The Domesday Book records that in 1066 this land was owned by Edith the Fair, also known as Edith Swanneck, the consort of King Harold. It was an island then — the name Denny means Danes' Island — in the low, watery Fenland between Cambridge and Ely. By the 1150s, a group of Benedictine monks had built a church and monastery here, displacing from their own waterlogged site a mile to the northeast. The Templars followed. The Hospitallers after them. Then a widowed French countess transformed what was left into a home for Franciscan nuns, and eventually a private apartment for herself. The site has not had one story. It has had several.
The Benedictine monks who opened Denny Priory in 1159 stayed for ten years before returning to Ely, leaving the site to the Knights Templar. The Templars built substantial additions — a Norman-style arched doorway, a refectory — and Denny became a hospital for sick members of their Order in the mid-thirteenth century. By the end of that century the Templars had lost their power across Europe. In 1308, King Edward II had all members of the Order arrested and imprisoned for alleged heresy, their property confiscated. Denny passed to the Knights Hospitaller, who showed little interest in it. By 1324 the Crown had taken it back. What remained was a complex of buildings occupied by three different religious orders across 165 years, each leaving their mark on the fabric of the place.
In 1327, King Edward III gave the priory to a young widow: Marie de St Pol, Countess of Pembroke, who was 24 years old and would live to 74. She is remembered today primarily as the founder of Pembroke College, Cambridge, which she established in 1347. But Denny was her private project, a place where she exercised unusual and personal authority. Countess Marie turned what had been the old Abbey church into her own private lodgings. She had a new church built. She brought in a community of Franciscan Poor Clares — nuns who had been displaced from flood-prone Waterbeach Abbey — and gave them the remainder of the priory. The priory began to be called Denny Abbey during this period, a name that has stuck despite the fact that the Poor Clares technically never called their communities abbeys. Countess Marie died in 1377, was buried before the high altar of the nuns' church, and the precise location of her grave is now lost.
The priory was closed in 1536 during the Dissolution of the Monasteries. The last abbess, Elizabeth Throckmorton, retired to live with her nephew George Throckmorton at Coughton Court in Warwickshire. She took something with her: the wooden dole-gate of Denny Abbey, carved with her name. It can still be seen at Coughton Court today. The other nuns had all left within two years. The Abbess's lodge — originally built for the Countess — was retained as a farmhouse. The refectory became a barn. The nave was demolished. In 1628 the abbey passed into private ownership, used as a working farm for the next three centuries.
Today Denny Abbey is managed by the Farmland Museum, which opened here in 1997 alongside the English Heritage-administered abbey buildings. Farm buildings including the seventeenth-century barn — itself built from stone taken from the dissolved abbey — have been converted into displays of local history: a 1940s farm labourer's cottage, a 1930s village shop, demonstrations of local crafts. The site is open from April to October. The abbey church and refectory buildings survive as Grade I listed structures. The Norman arched doorway the Templars built stands inside what is now a farmyard. The whole complex sits on an ancient road between Cambridge and Ely, on ground that was already old when the Domesday Book named it.
Denny Abbey lies near Waterbeach, about 6 miles north of Cambridge at approximately 52.294°N, 0.187°E. The abbey buildings and farmland museum are situated on a low, flat site between the A10 road and the Cam washes. Cambridge Airport (EGSC) is about 4 miles to the south-southwest. At 1,500–2,000 feet the open Fenland around the site is striking — a flat, drained landscape of fields and dykes where the medieval watery character of the area is still imaginable. Ely Cathedral's distinctive silhouette is visible to the north on clear days.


• [What is being asked] Output exactly the lines below from the one containing "Describe the element" to the last line, both included. Omit pictures.

• [Records to use]
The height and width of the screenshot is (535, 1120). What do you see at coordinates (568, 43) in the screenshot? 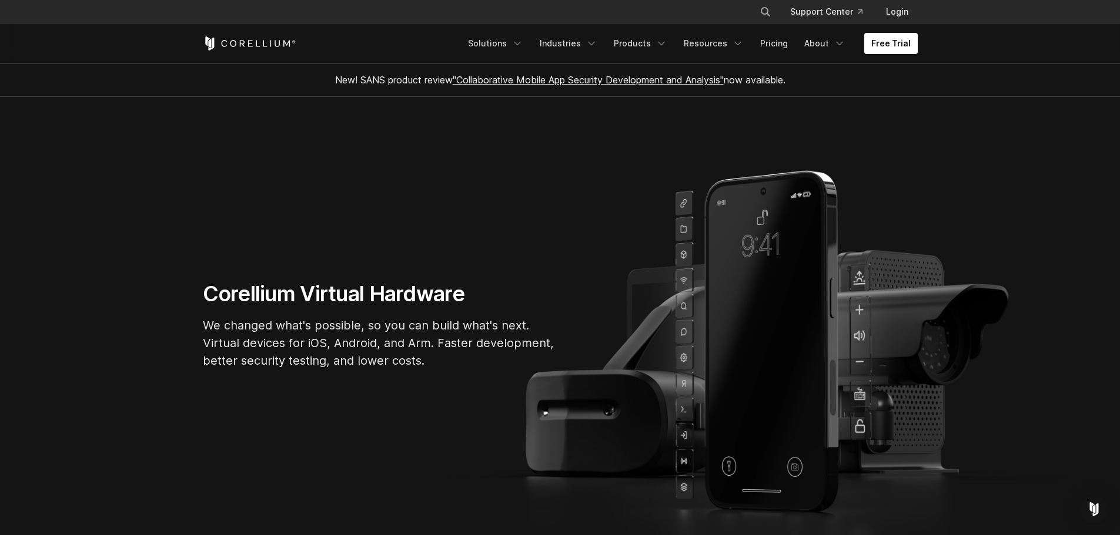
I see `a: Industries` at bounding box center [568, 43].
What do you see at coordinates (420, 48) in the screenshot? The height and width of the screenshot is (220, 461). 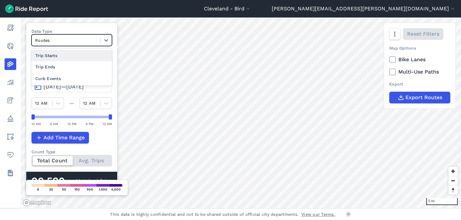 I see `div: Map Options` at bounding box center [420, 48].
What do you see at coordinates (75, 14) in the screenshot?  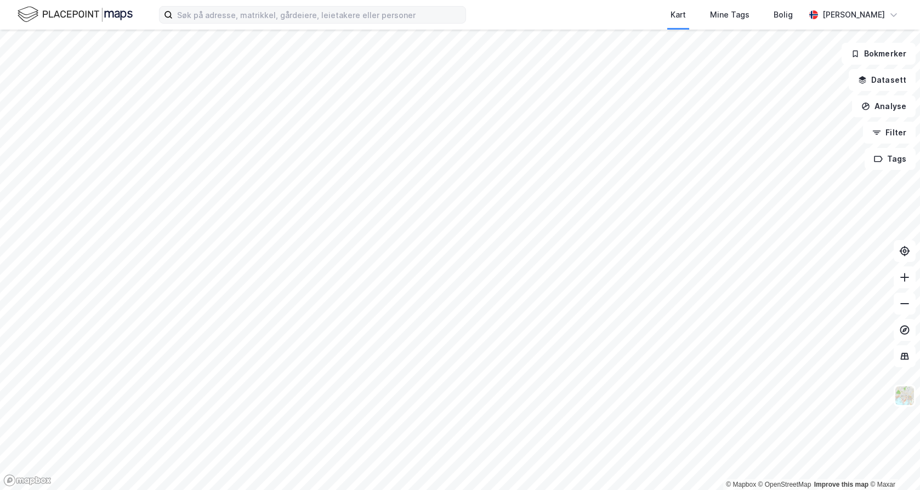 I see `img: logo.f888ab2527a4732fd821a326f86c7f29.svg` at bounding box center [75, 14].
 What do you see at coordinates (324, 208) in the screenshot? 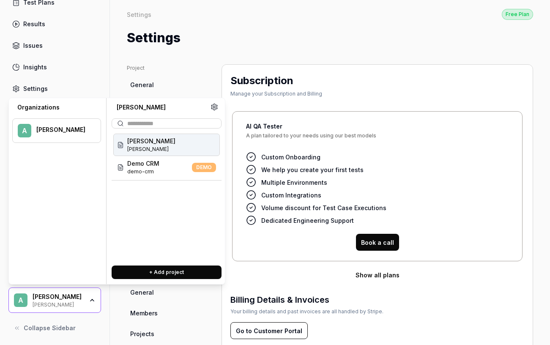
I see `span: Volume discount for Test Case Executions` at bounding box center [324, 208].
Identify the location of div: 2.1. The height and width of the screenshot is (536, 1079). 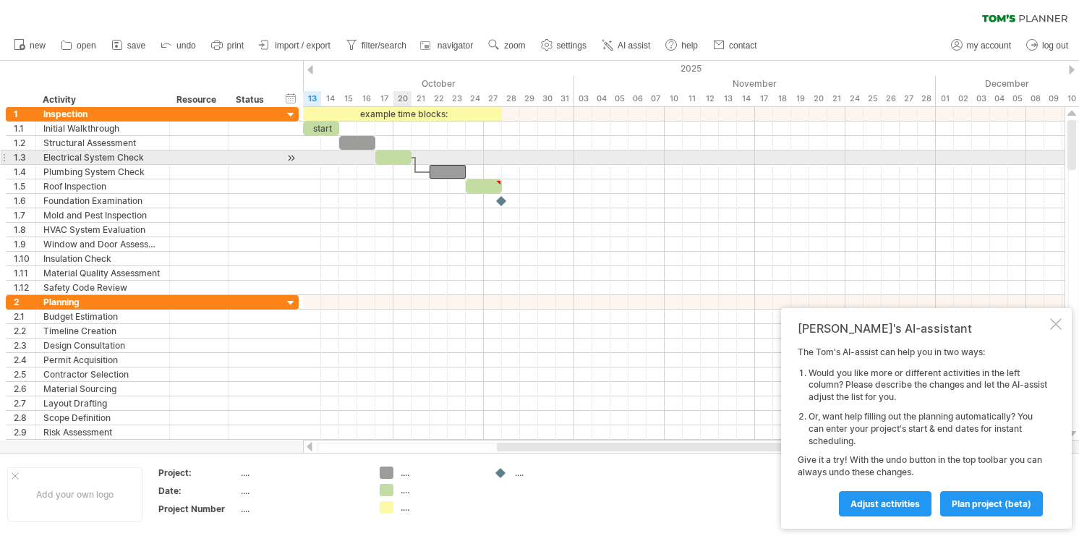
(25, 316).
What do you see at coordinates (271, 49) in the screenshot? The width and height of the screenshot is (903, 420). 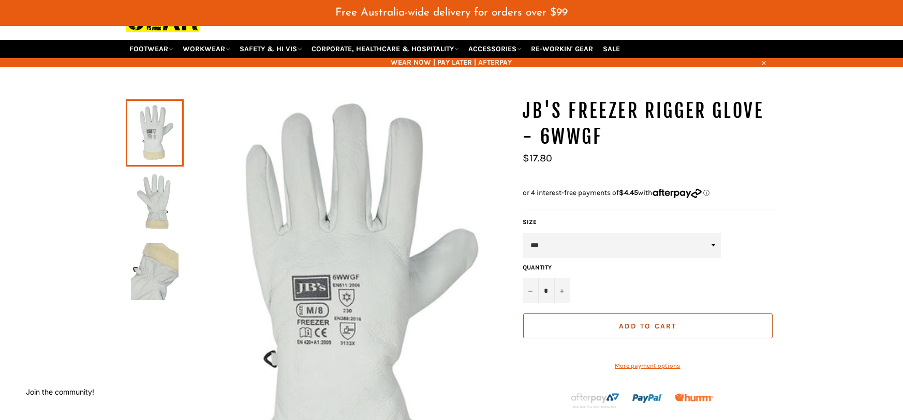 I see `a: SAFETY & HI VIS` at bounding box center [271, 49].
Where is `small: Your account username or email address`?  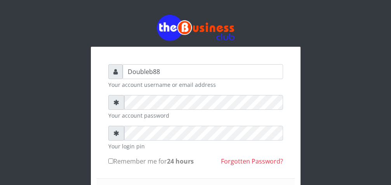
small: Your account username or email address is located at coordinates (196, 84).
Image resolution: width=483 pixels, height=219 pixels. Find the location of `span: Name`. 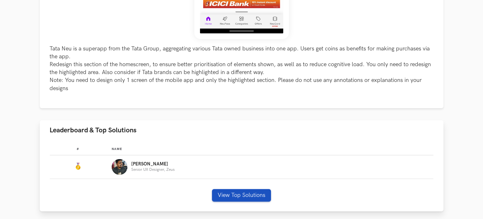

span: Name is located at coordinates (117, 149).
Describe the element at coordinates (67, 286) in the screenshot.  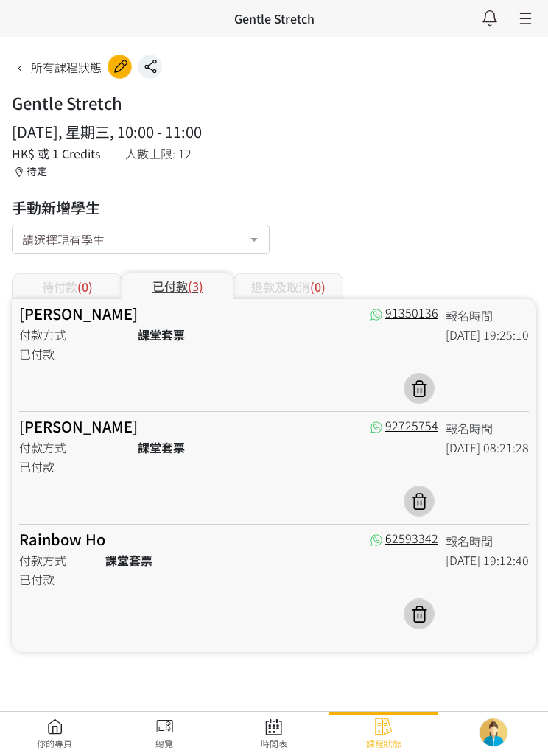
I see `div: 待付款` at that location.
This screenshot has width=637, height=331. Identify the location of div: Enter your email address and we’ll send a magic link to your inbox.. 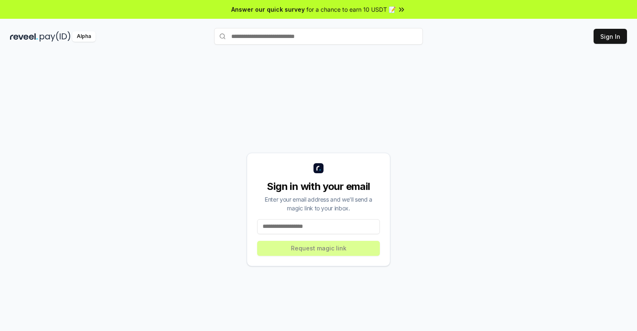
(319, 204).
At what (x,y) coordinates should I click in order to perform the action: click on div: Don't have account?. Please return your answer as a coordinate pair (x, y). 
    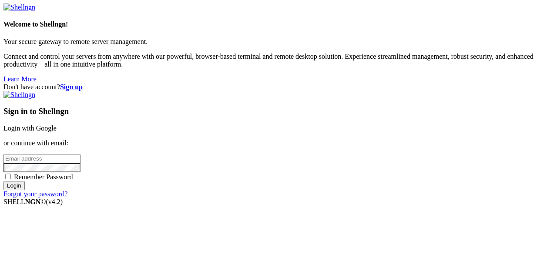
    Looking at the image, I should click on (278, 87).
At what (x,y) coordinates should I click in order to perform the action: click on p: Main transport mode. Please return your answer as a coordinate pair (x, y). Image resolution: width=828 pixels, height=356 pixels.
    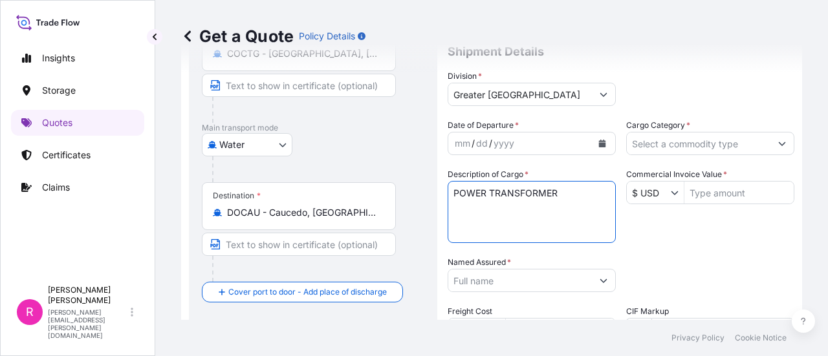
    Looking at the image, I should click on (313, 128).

• [Exercise answer]
Describe the element at coordinates (67, 286) in the screenshot.  
I see `div: 待付款` at that location.
This screenshot has width=637, height=331. Identify the location of div: Enter your email address and we’ll send a magic link to your inbox.. 
(319, 204).
At what (x,y) coordinates should I click in order to perform the action: click on div: Don't have account?. Please return your answer as a coordinate pair (x, y). 
    Looking at the image, I should click on (278, 87).
At what (x,y) coordinates should I click in order to perform the action: click on p: Main transport mode. Please return your answer as a coordinate pair (x, y). Image resolution: width=828 pixels, height=356 pixels.
    Looking at the image, I should click on (313, 128).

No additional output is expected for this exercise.